* DIRECTIONS FOR THIS TASK: Your answer must be an exact copy of the entries, containing no images.

* Source records:
● ● ● ● ●
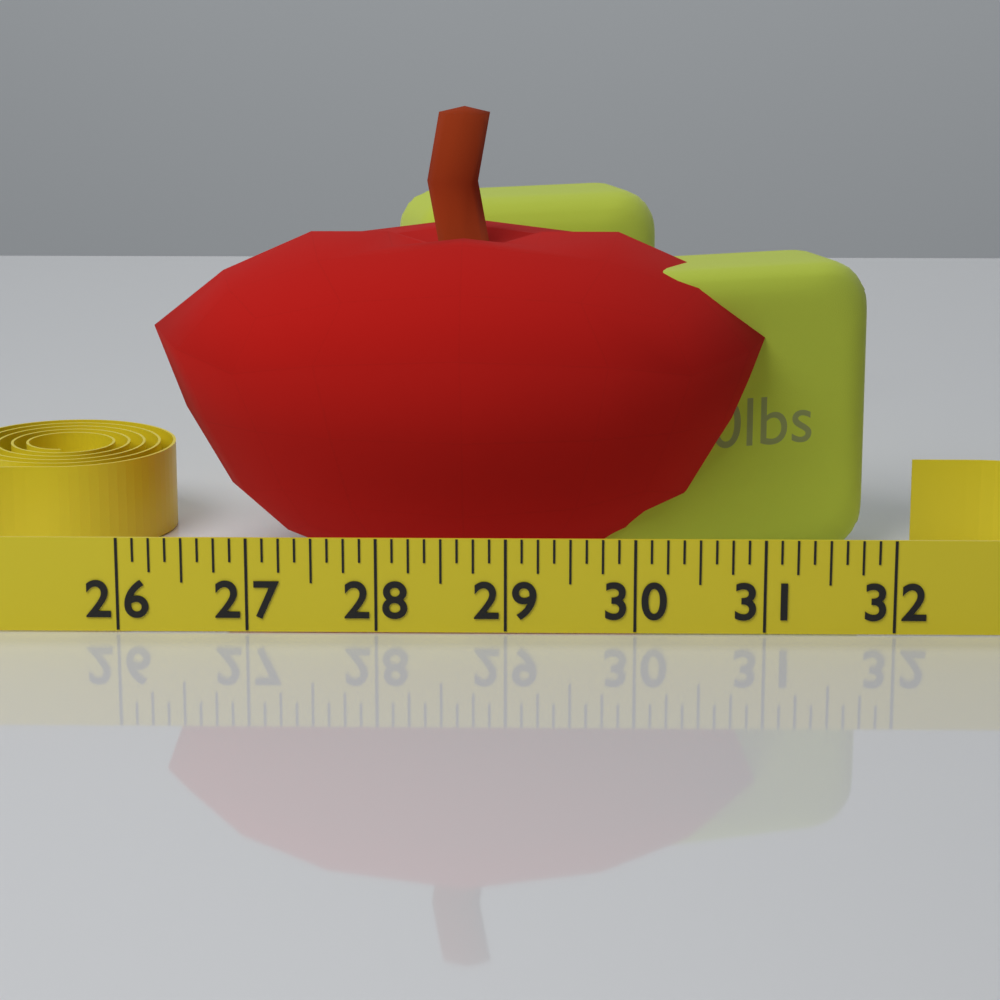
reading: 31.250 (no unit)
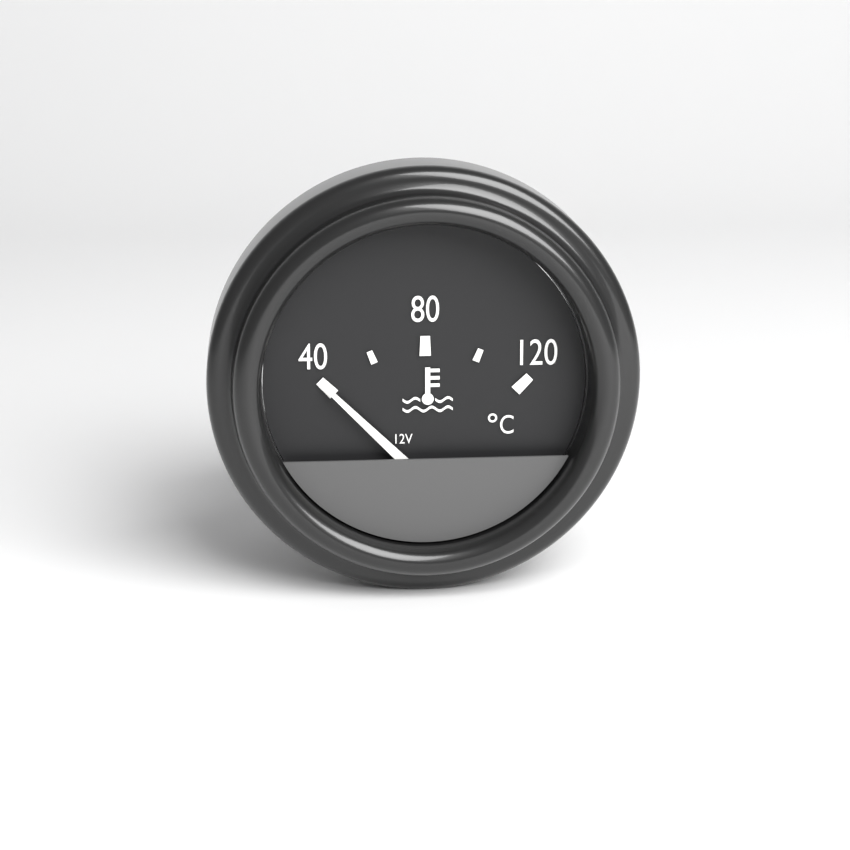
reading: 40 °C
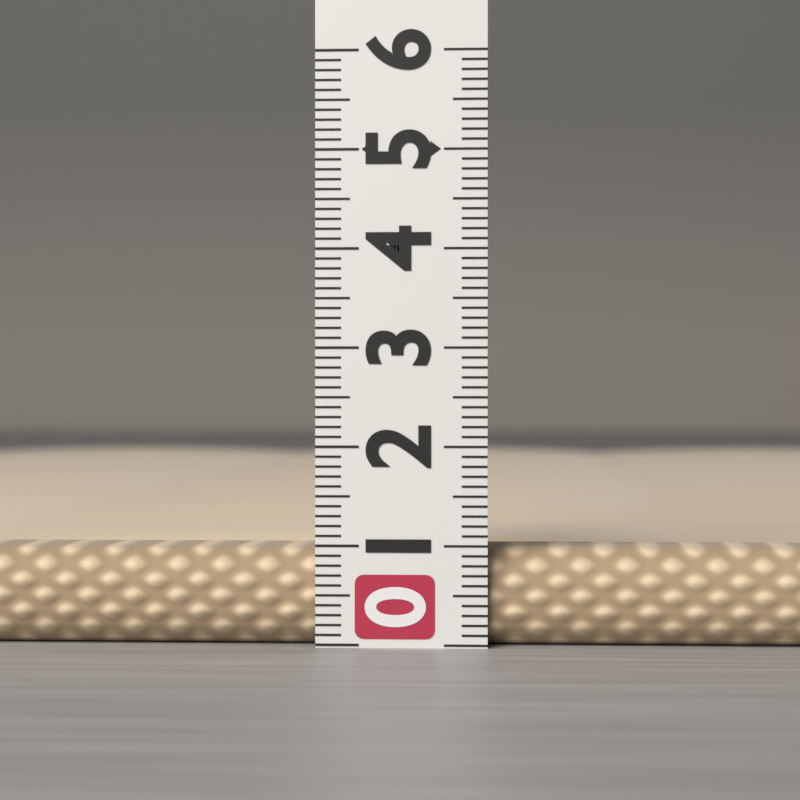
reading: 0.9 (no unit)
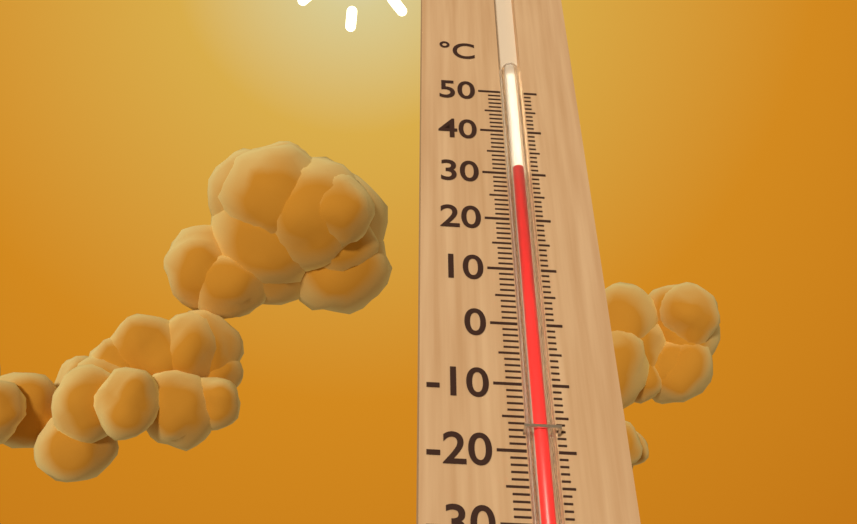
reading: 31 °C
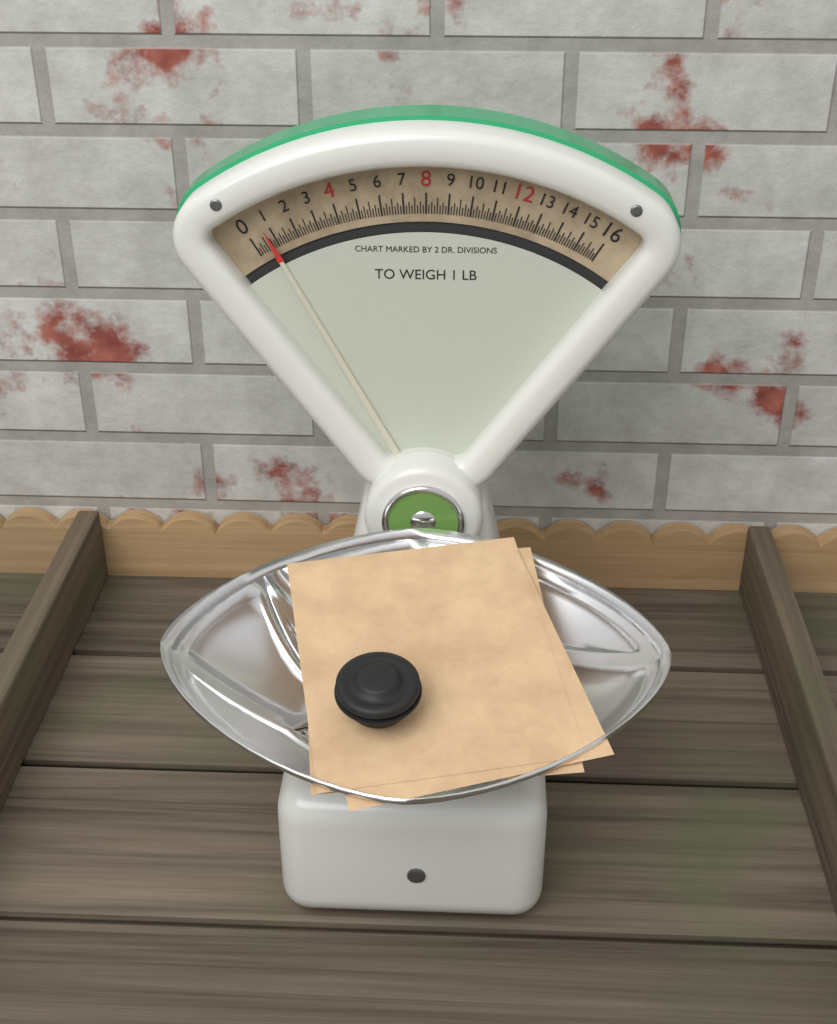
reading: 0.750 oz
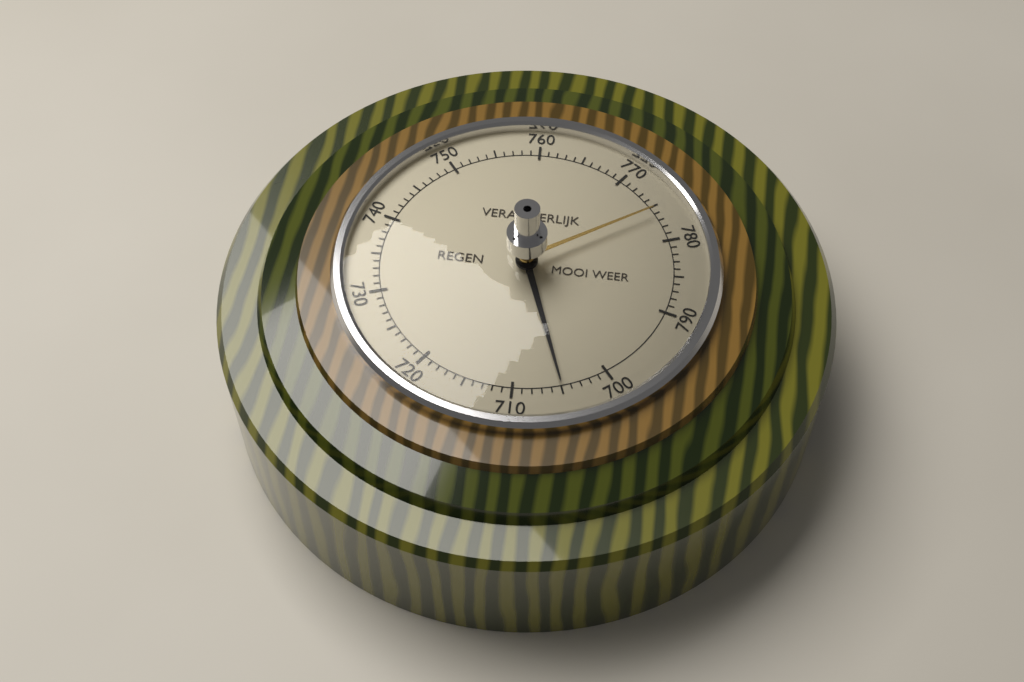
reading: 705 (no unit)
● ● ● ● ●
* RESPONSE AREA:
reading: 31.250 (no unit)
reading: 40 °C
reading: 0.9 (no unit)
reading: 31 °C
reading: 0.750 oz
reading: 705 (no unit)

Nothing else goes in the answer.